Throughout the 1970s and 1980s counties contended that the state was not providing adequate funds for community mental health programs. In addition, several counties were receiving less funds on a population basis than other counties. This disparity was addressed, with varying levels of success, in both the 1970s and the 1980s with the allocation of “equity funds” to certain counties. Realignment enacted in 1991 has made new revenues available to local governments for mental health programs, but, according to local mental health administrators, funding has lagged behind demand.
And As a result of declining hospital population, three hospitals (Modesto, DeWitt, and Mendocino) were closed. Legislative intent was to have the budget savings from the closures go to local programs. The “money was to follow the patient.” This did not happen in 1972 and 1973 as a result of the Governor’s veto.
The patients released from state hospitals ended up living in the streets as “the homeless problem” exploded. Others filled the jails. In 2000 I was told by directors of homeless shelters in Los Angeles that 60% of the homeless were psychotic, 60% were drug addicts and half of each group was both. About 10% of the homeless are neither and are quickly moved to shelters and “SRO” hotels, especially if there are children.
What percent of shizophrenics are violent or capable of it ? A national study suggests that the number may be higher than we are usually told.
The 6-month prevalence of any violence was 19.1%, with 3.6% of participants reporting serious violent behavior. Distinct, but overlapping, sets of risk factors were associated with minor and serious violence. “Positive” psychotic symptoms, such as persecutory ideation, increased the risk of minor and serious violence, while “negative” psychotic symptoms, such as social withdrawal, lowered the risk of serious violence. Minor violence was associated with co-occurring substance abuse and interpersonal and social factors. Serious violence was associated with psychotic and depressive symptoms, childhood conduct problems, and victimization.

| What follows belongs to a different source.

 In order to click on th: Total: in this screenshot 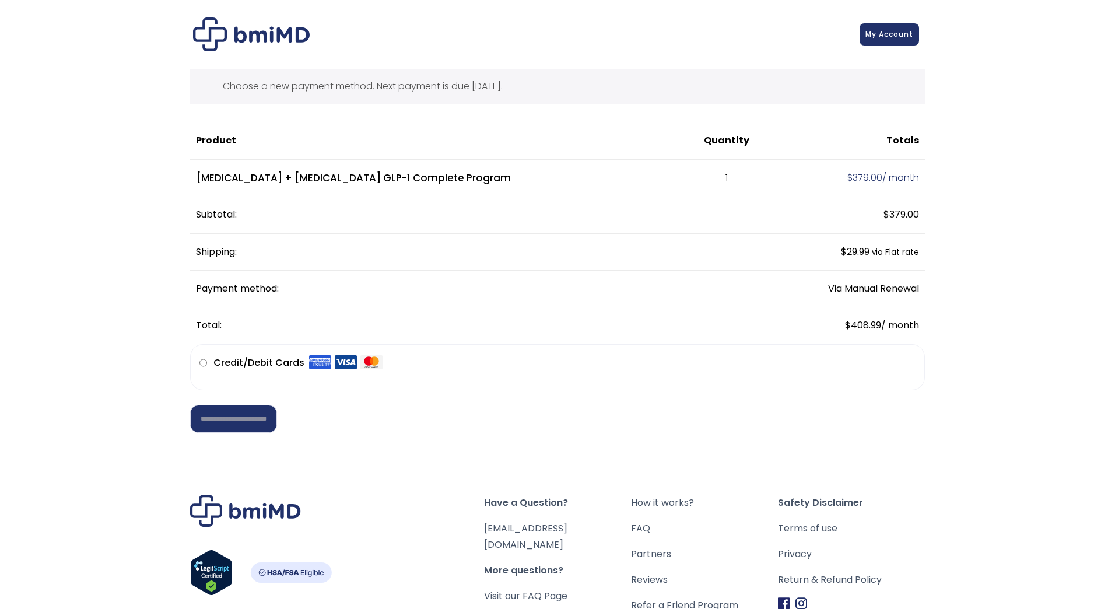, I will do `click(480, 325)`.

Since schizophrenia is life-long, usually beginning in teenage years in males and a bit later in females, the total period of exposure to the risk of violent behavior is high. Treatment with modern drugs reduces this considerably but most schizophrenics who are not under good supervision do not take their drugs.

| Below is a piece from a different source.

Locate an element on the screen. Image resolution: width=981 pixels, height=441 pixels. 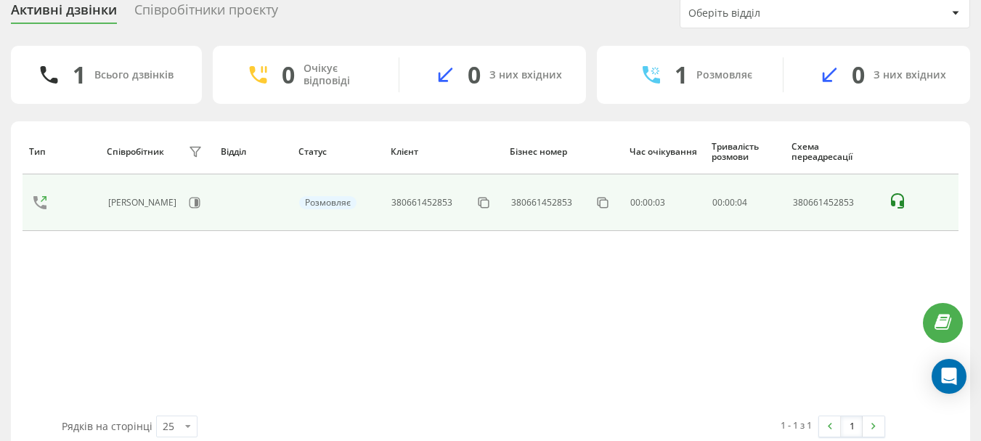
div: Очікує відповіді is located at coordinates (340, 75).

The mother of the shooter was the registered owner of three guns, two of them pistols and one a “bushmaster” rifle. These are military lookalikes that are mostly in 5.56 NATO round calibres. They are also very expensive rifles. The rifle found in the shooter’s care was described as .223 calibre and the Bushmaster site does not include any of this calibre. UPDATE: I did not recognize the .223 as the same calibre as the 5.56 NATO round. It is the same. The .223 is in inches and 5.56 is millimeters. A momentary lapse.
He did not use the rifle anyway but what was the mother doing buying this for her autistic son? Pistols might have been for her own protection but the rifle doesn’t make sense except as evidence of enabling behavior by the mother.
I will add to this post as more information comes out. This looks to me like an incident of mass violence by a schizophrenic 20 year-old male with possible assistance by his mother in allowing him access to guns.
The mother is now being described as a “survivalist” and used to target shooting. That does not explain why she had guns around her psychotic son. “Autism” does not develop during teenage years. It is a phenomenon that is recognized in infancy. The term may have been used by the older brother as it is a less “disreputable” term for schizophrenia. If this represents a form of denial by the family, it may be significant.